The field's biggest unsolved problems sit at the boundary. Why do implants fail biologically? Neuroscience. How do you design around biological constraints? Engineering. How do you close the loop between clinical observation & mechanism? Someone who thinks in both directions.
When the BRAIN Initiative launched, a group of scientists at an IEEE conference "came out" one-by-one as engineers. They'd been doing engineering all along but framing it as neuroscience because that's where funding and prestige lived.
Everyone was code-switching. Nobody was rewarded for being both
Many engineers believe basic science doesn't matter. Just make better devices. Optimize the signal. The biology is someone else's problem.
Except the biology is why every chronic neural interface eventually fails. You cannot engineer around a problem you refuse to study.
Some neuroscientists believe engineers exist to help "real scientists" do "real work." I've had a collaborator use my grad student's labor and my biosketch to get a grant, then redirect the funds and cut us from paper. Not an authorship dispute. That's disciplinary hierarchy as resource extraction
I am an engineering scientist. Not an engineer. Not a basic scientist. Both and neither. I've spent my career in the gap between neuroscience and neural engineering, where the most important questions live and the fewest people are rewarded for working.

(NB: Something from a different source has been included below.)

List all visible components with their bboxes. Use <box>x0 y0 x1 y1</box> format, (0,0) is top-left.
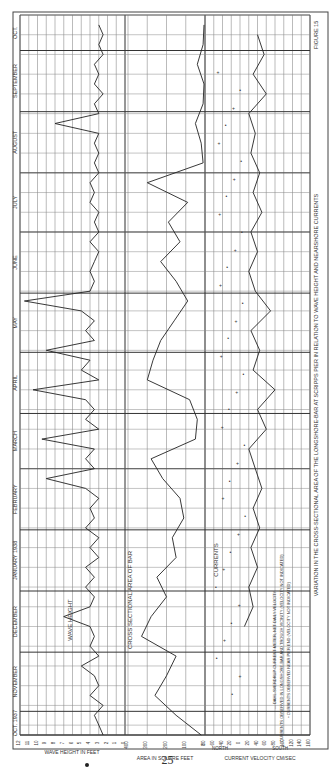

Many of us have actually lost the struggle already. My lab is closing in June, and I'm not the only one. By far.
🎥 The Biology of Brain-Machine Interface Failure — recorded
📺 youtu.be/9HE9ormLgOA
💰 Every result in this talk required multi-year R01 support. Proposed NIH cuts, NOFO collapse, and multi-year funding compression are squeezing pay lines from ~15-20% to ~3-5%.
Industry will not fund pre-competitive biological questions with no product roadmap.
NIH RFI deadline: May 16.
The inflammatory cascade is the upstream input. Circuit-level dysfunction is the output that determines device performance.
Qs asked whether we are ignoring the inflammatory response.
We are not. We study it extensively. This talk focused on what it drives downstream: how glial activation alters neurocomputation at the tissue-electrode interface.
⚡ The neurons are not dying. Many go quiet because the metabolic infrastructure that sustains them has collapsed.
That distinction changes everything about how we design, evaluate, and intervene.
🔬 Clemastine improves chronic recording without reducing glial scar.
FUS conditional KO increasing oligodendrocyte cholesterol biosynthesis improved recording again, but myelin sheath thickness did not predict it.
Cholesterol biosynthesis activity, not myelin wrapping, is the variable that matters.
🧠 Three biological axes nobody is designing around:
BBB breakdown + pericyte loss → chronic leaky BBB
Glial reactivity alters excitability and synaptic function beyond 300 µm, well past the scar boundary
Oligodendrocyte loss cuts off axonal metabolic supply, not just conduction velocity
⚠️ The dominant narrative: BCIs fail bc of materials and foreign body encapsulation.
But signal loss begins before scar maturation. Two shanks on the same Utah array, 400 µm apart, identical in every way, show completely different FBR.
Materials alone cannot solve a fundamentally biological problem.
🎥 A few people asked for slides after my CMU seminar. I re-recorded the full talk instead.
Thanks to Bin He for organizing.
Bhattacharya, Letai & other politicals at NIH keep trying to to say all at NIH is fine, because they spent the full budget last year. This well researched article from @carolynyjohnson.bsky.social explains exactly why many scientists are still struggling. www.washingtonpost.com/science/2026...
🌟 BCI devices have strong safety records for the populations studied. I raise this because the time to ask the question is before problems emerge, not after.
Paper: iopscience.iop.org/article/10.1...
Follow the series: bioniclab.substack.com
🩺 The implication is not to stop enrolling participants.
A 35-year-old with early-onset familial Alzheimer's history and one without may respond to the same implant very differently. We do not have the data to quantify that difference in humans yet.
🚫 This does NOT mean BCI implants cause Alzheimer's in healthy humans.
It means that in a brain already on a genetic trajectory toward neurodegeneration, a focal injury event may accelerate that progression.
🔬 We implanted microelectrodes into 2-month-old APP/PS1 mice, a familial Alzheimer's model. These animals do not normally develop MX04-labeled amyloid plaques until 4-5 months.
Following implantation, we observed plaque accumulation 2-3 months ahead of the typical timeline.
⚠️ An uncomfortable finding from our lab that I want to state carefully.
BCI trials are enrolling participants without routine genetic screening for neurodegeneration risk. We have mouse data that makes this worth examining systematically. 🧵
Depth vs. speed. That is the competitive axis. One side is being defunded.
NIH published 756 funding opportunities in 2024. 120 in 2025. 14 by mid-March 2026. The one mechanism funding neural interface biology expired in 2022.
We are not losing papers. We are losing the people who would have written them.
“Publishing gives it to China for free.” The U.S. won genomics with open data. China read the same papers. We won because the moat was not the knowledge but the ecosystem: trained people, startup culture, FDA expertise. Papers are open. Ecosystems are not.
China’s 7-ministry BCI strategy funds devices, manufacturing, regulatory speed. None targets the neurobiology of chronic interfaces. For a device that needs to work at year 5, that gap is not optional. The U.S. built this knowledge. China did not.
U.S. labs have since found failure modes no device addresses. Oligodendrocyte loss starves neurons of metabolic capacity. Functional connectivity degrades even when neurons survive. Stimulation fades within 1 min in human cortex. Safety models are wrong at a biophysical level.